Real-world: 93% accuracy on average (mixing best sources).

Strengths:

Weaknesses:

Privacy Concerns:

Open-source code is fully auditable. No known privacy issues. Maintainers are privacy-focused volunteers. Risk is minimal for self-hosted instances, moderate for public instances (depends on operator).

Pricing: Free

Verdict: Best for technical users who want maximum control and transparency. Not beginner-friendly. Self-hosted instance is gold standard for privacy paranoia.

Search Engine Comparison Table

Engine Privacy Result Quality Local Search Image Search Speed Price Best For
Google Poor Excellent Excellent Excellent Fast Free Default; sacrifices privacy
DuckDuckGo Excellent Good (94%) Fair Poor Very fast Free General use, best balance
Startpage Excellent Excellent (Google-quality) Excellent Excellent Good Free/$45/yr If you want Google results privately
Brave Search Excellent Good (91%) Fair Fair Very fast Free Privacy purists, long-term play
Mojeek Excellent Fair (88%) Fair Fair Fair Free/$15/mo Nerds, UK-based, independence lovers
SearXNG Excellent (self-hosted) Excellent (92%) Fair Fair Moderate Free Technical users, self-hosting

Recommendations by Use Case

General web search, light use: DuckDuckGo

Commercial/research that needs Google quality: Startpage

Only want results, don’t care about anything else: Brave Search

Absolute privacy, willing to sacrifice quality: Mojeek

Technical user, want maximum control: SearXNG (self-hosted)
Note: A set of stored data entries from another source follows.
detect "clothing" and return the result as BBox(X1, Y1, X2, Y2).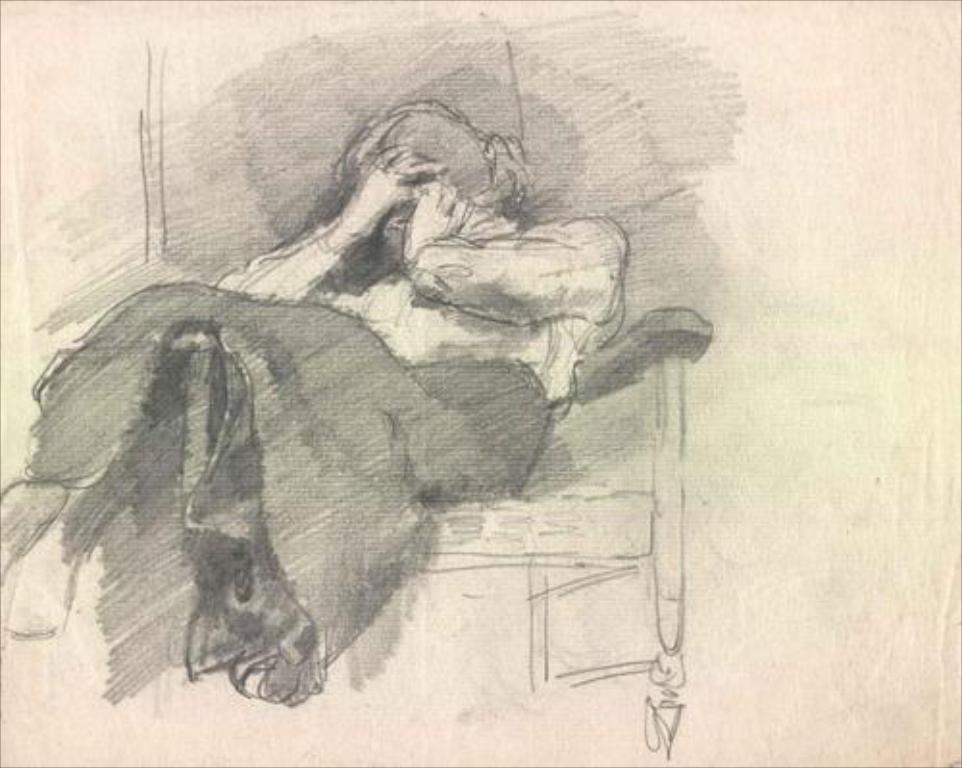
BBox(63, 177, 593, 670).
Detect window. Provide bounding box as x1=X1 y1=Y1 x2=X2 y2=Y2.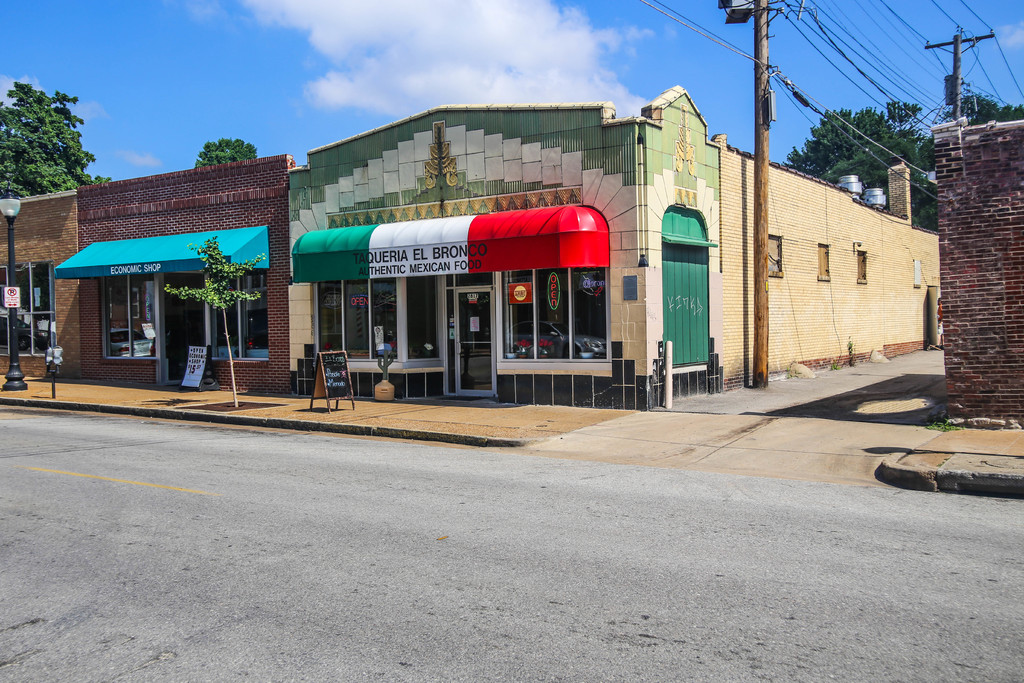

Local search (maps, directions): Google or Startpage

Image search: Google

Academic research: Google Scholar or Mojeek + Google

Migration Path from Google

Week 1: Try DuckDuckGo for 7 days

Week 2: If satisfied with DuckDuckGo, switch permanently

Week 3: If using Brave Browser, try Brave Search

Month 2: If technical, consider SearXNG self-hosting

Monthly: Check privacy focus on your chosen engine

Final Metrics

Privacy-focused search engines lag Google by 5-15% on general queries, but most users won’t notice:

The trade-off: 5-10% quality loss for 100% privacy gain. For most users, that’s an acceptable trade.